Mountain Musings

 

Old Days

 

Recently, I was inspired by something this newspaper’s esteemed owner Mick Hill wrote in his Mick’s View column, entitled “Enjoying Summer in Crestline in the Good Old Days.” It caused me to pause and recall fond memories of my own childhood.

 

Like Mick, I too enjoyed summer vacations, growing up in the OC. Let me take you back to those halcyon days of yesteryear.

 

Growing up in Tustin, before the advent of computers, cell phones and drive-by shootings, life was simpler and less frantic. It was a time of innocence, a time accented by Butch Wax, Blackjack gum, S & H Green Stamps, coffee shop diners with tabletop juke boxes, dial telephones, newsreels before the movie, 45 RPM records, ice-cold popsicles delivered curbside by the Good Humor Man and black-and-white television with a test pattern featuring the image of an Indian that came on after the TV station signed off at midnight.

 

“Old days, good times I remember. Fun days filled with simple pleasures, drive-in movies, comic books and blue jeans, Howdy Doody, baseball cards and birthdays take me back to a world gone away, memories seem like yesterday. (“Old Days” – Chicago – 1975)

 

My summertime fun seems to have paralleled Mick’s.

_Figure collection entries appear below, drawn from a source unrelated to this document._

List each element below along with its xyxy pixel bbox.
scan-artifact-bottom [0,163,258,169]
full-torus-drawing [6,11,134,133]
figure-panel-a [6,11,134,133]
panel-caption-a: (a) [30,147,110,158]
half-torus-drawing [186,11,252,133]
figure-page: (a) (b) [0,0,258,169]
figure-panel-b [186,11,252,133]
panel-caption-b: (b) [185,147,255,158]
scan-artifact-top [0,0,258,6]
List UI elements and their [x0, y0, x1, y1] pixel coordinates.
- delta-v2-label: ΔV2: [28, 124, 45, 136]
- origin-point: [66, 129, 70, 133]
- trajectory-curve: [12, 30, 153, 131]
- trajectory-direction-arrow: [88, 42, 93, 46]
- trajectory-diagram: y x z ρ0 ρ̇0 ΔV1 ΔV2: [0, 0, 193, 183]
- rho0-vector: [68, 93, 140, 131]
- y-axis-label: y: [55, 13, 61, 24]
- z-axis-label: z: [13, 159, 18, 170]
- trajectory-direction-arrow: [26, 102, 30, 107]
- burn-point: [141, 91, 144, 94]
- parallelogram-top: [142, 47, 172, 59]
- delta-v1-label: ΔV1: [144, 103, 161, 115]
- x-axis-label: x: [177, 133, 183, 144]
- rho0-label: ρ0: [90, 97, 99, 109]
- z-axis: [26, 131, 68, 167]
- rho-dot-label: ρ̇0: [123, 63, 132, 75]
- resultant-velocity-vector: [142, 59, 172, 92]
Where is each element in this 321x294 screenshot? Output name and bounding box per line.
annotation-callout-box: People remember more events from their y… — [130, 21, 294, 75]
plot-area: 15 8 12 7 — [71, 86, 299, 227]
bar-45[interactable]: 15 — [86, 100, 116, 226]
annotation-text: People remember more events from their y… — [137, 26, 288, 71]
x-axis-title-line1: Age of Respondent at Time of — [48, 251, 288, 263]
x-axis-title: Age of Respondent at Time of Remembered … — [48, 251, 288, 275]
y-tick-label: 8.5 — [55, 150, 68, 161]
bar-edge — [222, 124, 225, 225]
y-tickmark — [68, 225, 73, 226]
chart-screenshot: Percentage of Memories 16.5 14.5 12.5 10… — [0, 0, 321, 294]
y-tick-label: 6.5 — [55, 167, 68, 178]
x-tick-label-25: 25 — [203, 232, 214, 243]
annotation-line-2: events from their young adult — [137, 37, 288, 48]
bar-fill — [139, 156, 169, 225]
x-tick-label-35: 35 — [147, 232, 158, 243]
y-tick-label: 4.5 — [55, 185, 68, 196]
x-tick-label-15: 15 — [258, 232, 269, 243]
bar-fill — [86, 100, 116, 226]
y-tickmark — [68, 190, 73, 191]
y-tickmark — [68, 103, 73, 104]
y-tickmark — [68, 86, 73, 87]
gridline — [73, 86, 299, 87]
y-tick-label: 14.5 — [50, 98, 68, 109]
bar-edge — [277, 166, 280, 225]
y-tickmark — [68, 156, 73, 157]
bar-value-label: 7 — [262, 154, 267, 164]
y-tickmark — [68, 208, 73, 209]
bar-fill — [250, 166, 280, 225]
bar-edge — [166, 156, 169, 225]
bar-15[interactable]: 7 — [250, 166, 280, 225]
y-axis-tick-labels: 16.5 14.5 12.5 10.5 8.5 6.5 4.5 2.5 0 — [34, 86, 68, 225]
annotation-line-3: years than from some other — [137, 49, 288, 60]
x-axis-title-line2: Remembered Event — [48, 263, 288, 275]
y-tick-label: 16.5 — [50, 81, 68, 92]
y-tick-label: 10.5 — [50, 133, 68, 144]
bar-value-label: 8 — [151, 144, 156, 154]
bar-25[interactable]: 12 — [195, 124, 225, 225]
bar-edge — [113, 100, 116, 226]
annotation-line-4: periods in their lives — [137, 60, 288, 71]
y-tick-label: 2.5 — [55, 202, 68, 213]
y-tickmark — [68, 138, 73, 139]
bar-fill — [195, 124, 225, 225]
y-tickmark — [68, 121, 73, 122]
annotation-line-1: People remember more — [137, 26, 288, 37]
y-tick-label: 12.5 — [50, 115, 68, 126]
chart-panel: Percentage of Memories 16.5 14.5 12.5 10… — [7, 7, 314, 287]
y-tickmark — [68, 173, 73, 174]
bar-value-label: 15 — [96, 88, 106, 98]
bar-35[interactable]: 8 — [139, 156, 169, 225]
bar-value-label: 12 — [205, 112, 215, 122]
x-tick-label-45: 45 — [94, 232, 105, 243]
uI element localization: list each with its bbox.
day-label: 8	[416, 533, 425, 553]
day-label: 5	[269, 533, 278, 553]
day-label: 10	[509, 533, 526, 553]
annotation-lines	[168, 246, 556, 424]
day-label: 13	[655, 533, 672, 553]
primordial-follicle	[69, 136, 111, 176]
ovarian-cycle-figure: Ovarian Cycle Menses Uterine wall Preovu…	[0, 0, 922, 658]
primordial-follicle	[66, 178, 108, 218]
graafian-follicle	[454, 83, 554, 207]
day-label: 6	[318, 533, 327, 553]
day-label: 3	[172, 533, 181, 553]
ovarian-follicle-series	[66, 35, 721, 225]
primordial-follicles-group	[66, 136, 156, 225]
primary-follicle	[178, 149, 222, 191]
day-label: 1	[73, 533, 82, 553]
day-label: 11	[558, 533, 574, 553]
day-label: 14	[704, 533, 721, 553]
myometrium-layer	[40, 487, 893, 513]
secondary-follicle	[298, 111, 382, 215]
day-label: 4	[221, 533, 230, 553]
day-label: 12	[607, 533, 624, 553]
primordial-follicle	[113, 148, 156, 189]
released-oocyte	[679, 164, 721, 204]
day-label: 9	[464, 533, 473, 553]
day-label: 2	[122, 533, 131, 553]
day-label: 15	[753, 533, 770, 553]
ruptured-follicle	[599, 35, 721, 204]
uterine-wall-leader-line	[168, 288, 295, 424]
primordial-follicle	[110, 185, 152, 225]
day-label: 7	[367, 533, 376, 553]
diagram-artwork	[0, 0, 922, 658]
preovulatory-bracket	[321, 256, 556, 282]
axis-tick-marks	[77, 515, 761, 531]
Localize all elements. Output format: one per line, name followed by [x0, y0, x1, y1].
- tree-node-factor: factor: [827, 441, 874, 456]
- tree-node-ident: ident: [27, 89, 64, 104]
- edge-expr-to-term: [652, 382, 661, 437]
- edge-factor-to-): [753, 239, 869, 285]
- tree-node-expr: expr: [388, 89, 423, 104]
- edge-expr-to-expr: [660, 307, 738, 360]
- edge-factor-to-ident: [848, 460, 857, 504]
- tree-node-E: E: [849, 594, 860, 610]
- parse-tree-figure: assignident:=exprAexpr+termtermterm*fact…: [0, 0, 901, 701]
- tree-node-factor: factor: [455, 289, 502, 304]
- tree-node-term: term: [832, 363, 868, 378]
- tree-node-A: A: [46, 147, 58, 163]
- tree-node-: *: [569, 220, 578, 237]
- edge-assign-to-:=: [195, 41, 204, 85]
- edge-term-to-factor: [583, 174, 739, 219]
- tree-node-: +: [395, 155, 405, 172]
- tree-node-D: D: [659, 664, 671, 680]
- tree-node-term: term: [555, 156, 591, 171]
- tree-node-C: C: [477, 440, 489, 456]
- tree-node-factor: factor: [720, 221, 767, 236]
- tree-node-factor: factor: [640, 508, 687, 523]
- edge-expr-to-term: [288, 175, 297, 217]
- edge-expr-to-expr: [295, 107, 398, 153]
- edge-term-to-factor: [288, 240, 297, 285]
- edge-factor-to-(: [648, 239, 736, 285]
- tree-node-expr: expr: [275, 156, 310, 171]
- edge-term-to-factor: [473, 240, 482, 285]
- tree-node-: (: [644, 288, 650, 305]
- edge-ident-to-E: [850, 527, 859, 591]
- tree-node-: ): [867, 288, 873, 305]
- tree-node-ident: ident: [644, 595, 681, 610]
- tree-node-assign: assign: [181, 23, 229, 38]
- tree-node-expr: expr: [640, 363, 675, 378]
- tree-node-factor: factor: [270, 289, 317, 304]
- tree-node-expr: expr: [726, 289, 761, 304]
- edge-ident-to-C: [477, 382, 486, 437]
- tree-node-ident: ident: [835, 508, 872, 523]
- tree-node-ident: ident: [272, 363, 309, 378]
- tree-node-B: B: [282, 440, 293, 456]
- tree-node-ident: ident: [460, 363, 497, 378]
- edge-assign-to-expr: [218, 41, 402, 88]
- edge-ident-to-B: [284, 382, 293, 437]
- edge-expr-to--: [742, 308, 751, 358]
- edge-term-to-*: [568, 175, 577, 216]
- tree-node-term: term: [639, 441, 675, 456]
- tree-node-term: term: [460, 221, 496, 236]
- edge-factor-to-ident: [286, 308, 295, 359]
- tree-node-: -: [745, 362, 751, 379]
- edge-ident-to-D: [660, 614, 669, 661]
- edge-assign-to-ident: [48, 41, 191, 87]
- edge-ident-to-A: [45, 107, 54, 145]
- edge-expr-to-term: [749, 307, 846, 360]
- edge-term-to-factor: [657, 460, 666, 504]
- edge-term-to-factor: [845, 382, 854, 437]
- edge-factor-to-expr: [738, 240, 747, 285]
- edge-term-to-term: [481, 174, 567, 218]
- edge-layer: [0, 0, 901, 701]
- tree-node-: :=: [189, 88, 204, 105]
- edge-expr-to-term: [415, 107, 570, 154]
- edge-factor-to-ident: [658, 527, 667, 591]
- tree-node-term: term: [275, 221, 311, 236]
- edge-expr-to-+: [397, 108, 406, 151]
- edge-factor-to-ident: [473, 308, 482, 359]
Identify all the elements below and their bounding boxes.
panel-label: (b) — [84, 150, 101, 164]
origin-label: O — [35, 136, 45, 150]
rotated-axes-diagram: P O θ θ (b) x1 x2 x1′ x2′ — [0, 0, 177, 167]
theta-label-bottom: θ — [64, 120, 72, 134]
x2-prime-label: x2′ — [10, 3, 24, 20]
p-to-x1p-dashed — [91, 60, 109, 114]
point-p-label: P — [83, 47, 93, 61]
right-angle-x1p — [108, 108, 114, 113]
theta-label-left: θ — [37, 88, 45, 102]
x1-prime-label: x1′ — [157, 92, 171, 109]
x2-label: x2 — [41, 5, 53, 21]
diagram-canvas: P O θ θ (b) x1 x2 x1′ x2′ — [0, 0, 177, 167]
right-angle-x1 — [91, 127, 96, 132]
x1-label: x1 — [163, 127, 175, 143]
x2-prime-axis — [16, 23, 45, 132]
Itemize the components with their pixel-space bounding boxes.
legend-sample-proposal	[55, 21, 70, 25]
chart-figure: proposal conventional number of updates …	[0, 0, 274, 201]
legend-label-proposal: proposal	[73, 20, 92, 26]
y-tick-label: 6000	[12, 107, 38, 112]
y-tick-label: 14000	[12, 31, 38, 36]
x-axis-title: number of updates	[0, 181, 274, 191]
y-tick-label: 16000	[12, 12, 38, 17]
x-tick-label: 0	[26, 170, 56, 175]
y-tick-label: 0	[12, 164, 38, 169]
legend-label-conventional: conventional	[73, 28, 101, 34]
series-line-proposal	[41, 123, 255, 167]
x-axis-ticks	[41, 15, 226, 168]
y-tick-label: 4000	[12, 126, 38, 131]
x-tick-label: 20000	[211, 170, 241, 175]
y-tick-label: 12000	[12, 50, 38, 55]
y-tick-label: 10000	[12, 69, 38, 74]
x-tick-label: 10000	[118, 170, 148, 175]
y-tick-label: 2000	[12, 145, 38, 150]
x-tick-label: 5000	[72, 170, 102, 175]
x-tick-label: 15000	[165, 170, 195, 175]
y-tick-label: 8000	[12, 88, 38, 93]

I, too, enjoyed horseback riding in these mountains, where I spent four weeks in the summer of ’59 at Mill Creek Boys Ranch in the hills east of Big Bear. Even before that, I went horseback riding on summertime family outings in the High Sierras, clinging to my pappy as we rode into the wilderness above Glacier Lodge on Big Pine Creek.

 

While Mick, as a child, swam in in the pool at the campground in Valley of Enchantment, I was able to swim on “green flag days,” when a neighbor raised a flag, inviting all the kids in the neighborhood to swim in their pool. As a teen, Mick rode his bike to Lake Gregory to go swimming. When I was older, me and the boys in the hood rode our bikes down to Corona del Mar to frolic in the waves.

 

Back in the day, bicycles were the main mode of transportation. One of our fun activities on a boring summer afternoon was to ride our bikes down to El Toro Marine Corps Air Station, south of Tustin, to watch the jet planes take off and land.

 

I have to admit that growing up surrounded by orange groves and eucalyptus trees is quite different from an area surrounded by pines, cedars and oaks. It afforded us the ability to build bamboo forts and conduct orange fights…such a violent upbringing for this old peacenik. It seems like just yesterday…I must be getting old.

 

“Oh, old days, good times I remember, gold days I’ll always treasure. Funny faces full of love and laughter, funny places, summer nights and streetcars take me back to a world gone away. Boyhood memories seem like yesterday.”